Report only the number of lines in this material that include "Services".

DATA FOR THE TASK Block Start

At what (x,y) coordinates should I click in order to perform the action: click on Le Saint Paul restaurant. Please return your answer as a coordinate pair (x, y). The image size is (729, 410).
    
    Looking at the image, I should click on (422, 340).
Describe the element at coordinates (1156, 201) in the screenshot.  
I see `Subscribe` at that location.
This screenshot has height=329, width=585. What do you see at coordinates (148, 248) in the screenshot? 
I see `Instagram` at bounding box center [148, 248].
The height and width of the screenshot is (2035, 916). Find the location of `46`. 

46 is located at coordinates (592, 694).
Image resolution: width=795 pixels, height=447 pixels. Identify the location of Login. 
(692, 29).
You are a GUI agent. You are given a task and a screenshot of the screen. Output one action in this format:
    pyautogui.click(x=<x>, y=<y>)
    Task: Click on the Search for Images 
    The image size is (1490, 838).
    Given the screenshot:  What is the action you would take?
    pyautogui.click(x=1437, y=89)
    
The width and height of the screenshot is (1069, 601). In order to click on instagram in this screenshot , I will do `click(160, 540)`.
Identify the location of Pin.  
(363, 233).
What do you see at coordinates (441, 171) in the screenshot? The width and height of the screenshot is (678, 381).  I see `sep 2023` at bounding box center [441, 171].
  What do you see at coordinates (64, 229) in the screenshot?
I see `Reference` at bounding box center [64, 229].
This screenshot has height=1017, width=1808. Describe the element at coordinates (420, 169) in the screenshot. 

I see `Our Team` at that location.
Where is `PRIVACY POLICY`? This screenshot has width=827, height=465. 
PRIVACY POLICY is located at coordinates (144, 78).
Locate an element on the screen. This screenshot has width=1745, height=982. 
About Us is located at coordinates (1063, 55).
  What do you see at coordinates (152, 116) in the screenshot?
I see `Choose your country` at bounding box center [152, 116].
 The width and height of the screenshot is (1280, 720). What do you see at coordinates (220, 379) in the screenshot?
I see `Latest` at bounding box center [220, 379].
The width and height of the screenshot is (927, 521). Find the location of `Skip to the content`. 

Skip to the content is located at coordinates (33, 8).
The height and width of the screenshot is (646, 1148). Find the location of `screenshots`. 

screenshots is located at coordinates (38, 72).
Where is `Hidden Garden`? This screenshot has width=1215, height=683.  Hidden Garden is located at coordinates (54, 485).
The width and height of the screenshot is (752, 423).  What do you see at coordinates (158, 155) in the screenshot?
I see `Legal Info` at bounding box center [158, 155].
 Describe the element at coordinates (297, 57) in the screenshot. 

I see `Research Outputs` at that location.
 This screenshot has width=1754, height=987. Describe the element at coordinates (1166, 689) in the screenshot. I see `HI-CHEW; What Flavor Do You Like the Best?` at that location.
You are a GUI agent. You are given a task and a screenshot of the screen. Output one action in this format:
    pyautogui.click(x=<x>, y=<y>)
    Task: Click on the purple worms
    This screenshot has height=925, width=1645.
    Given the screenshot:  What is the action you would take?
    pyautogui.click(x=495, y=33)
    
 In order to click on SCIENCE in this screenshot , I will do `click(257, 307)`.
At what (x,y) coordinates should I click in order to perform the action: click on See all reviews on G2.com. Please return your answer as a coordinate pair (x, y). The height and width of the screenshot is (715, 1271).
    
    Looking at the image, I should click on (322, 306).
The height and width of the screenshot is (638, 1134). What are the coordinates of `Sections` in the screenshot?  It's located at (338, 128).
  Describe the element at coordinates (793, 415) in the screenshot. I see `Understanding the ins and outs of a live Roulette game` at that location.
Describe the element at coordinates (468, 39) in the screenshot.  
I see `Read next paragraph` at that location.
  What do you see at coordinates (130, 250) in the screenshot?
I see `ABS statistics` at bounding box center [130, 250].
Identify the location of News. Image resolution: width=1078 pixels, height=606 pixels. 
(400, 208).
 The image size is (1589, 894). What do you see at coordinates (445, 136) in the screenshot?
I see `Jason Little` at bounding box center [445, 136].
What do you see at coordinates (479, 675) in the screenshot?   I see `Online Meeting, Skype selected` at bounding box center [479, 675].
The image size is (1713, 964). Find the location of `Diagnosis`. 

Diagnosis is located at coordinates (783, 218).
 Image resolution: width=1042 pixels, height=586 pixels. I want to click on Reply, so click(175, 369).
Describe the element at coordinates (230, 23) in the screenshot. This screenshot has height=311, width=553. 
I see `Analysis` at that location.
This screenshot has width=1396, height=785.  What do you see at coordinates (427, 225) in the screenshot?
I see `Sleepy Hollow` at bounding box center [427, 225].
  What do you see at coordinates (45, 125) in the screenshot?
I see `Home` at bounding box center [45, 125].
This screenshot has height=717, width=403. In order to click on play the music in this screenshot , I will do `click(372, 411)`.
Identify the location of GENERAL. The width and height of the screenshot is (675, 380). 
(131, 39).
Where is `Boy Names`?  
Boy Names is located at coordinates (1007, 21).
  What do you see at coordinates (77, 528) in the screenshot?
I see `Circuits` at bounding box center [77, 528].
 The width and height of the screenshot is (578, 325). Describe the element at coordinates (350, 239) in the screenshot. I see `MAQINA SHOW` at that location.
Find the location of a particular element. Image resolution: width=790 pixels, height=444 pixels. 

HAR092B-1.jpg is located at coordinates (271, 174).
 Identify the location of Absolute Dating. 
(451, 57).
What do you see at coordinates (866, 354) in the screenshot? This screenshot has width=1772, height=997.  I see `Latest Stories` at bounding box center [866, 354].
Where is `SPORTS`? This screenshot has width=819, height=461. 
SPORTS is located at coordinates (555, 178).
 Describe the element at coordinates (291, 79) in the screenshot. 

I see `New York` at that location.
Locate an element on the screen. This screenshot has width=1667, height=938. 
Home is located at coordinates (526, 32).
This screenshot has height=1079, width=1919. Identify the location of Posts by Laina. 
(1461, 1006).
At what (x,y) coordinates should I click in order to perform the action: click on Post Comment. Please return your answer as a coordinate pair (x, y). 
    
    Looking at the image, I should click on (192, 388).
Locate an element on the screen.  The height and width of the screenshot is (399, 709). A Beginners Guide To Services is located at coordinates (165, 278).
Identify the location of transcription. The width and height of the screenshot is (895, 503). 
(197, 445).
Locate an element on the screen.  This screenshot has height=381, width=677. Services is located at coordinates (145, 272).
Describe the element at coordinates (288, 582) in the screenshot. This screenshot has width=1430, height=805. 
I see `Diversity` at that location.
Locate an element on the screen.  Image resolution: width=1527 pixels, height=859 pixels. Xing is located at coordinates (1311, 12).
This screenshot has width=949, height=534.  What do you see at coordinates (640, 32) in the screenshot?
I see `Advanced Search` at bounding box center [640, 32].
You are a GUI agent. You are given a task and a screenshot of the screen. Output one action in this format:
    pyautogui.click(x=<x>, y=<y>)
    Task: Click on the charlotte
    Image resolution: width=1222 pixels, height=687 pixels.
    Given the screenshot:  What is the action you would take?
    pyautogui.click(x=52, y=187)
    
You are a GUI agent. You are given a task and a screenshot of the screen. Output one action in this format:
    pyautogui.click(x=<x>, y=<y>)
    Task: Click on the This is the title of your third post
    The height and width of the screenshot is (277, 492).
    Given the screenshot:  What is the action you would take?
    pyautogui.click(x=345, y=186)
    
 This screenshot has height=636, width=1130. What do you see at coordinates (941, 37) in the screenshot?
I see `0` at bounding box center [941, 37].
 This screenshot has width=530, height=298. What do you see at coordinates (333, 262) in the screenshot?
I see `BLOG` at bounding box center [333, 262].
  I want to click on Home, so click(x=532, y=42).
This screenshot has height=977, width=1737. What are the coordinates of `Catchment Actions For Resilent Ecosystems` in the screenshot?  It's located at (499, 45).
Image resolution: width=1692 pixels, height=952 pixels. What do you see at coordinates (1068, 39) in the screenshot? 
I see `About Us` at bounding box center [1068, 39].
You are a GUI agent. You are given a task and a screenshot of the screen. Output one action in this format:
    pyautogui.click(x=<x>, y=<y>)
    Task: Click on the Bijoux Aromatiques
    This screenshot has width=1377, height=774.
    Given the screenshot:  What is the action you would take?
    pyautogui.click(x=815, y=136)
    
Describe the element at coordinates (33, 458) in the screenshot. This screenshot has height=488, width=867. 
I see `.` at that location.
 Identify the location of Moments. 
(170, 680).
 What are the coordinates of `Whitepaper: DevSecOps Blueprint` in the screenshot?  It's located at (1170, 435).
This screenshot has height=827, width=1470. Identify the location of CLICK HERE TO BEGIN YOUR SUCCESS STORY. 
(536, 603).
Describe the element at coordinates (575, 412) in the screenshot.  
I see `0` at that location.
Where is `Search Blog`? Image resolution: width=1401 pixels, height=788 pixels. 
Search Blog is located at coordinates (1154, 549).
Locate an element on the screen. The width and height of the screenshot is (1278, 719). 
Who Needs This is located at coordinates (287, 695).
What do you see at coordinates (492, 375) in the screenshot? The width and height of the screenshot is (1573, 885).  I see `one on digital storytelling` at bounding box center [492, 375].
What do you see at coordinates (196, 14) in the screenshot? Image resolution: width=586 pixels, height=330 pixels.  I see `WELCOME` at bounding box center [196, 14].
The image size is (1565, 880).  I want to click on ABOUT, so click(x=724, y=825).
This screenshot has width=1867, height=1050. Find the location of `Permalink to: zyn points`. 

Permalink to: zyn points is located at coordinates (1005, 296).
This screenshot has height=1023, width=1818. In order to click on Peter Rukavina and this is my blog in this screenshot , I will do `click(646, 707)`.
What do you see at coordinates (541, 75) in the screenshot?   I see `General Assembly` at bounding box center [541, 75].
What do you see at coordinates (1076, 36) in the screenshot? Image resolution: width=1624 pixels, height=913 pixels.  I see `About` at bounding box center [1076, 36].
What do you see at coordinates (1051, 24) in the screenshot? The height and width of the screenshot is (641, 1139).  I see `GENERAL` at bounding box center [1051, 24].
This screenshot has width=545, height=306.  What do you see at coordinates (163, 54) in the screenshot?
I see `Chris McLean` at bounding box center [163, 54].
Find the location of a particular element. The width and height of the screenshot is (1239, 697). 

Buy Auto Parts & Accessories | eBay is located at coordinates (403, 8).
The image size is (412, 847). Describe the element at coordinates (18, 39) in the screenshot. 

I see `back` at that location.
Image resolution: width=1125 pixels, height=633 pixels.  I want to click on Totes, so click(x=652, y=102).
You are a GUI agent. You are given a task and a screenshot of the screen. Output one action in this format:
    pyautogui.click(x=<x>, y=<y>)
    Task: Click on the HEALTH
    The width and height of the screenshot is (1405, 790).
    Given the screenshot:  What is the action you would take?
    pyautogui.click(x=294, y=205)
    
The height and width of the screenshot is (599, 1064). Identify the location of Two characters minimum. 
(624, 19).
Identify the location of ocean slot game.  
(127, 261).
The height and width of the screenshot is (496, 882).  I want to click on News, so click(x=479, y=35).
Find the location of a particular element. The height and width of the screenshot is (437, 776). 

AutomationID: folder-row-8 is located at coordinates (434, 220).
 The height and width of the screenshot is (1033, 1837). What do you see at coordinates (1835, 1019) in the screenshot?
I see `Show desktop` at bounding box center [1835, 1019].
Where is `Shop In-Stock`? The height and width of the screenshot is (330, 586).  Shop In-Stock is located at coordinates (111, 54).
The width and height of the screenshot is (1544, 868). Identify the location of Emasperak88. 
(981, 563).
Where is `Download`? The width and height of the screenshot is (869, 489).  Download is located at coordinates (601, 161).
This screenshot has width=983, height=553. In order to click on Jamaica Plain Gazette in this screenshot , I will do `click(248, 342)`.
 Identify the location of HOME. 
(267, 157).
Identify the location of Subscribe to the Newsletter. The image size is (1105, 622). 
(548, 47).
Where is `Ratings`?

DATA FOR THE TASK Block End

FINISHED TASK » 2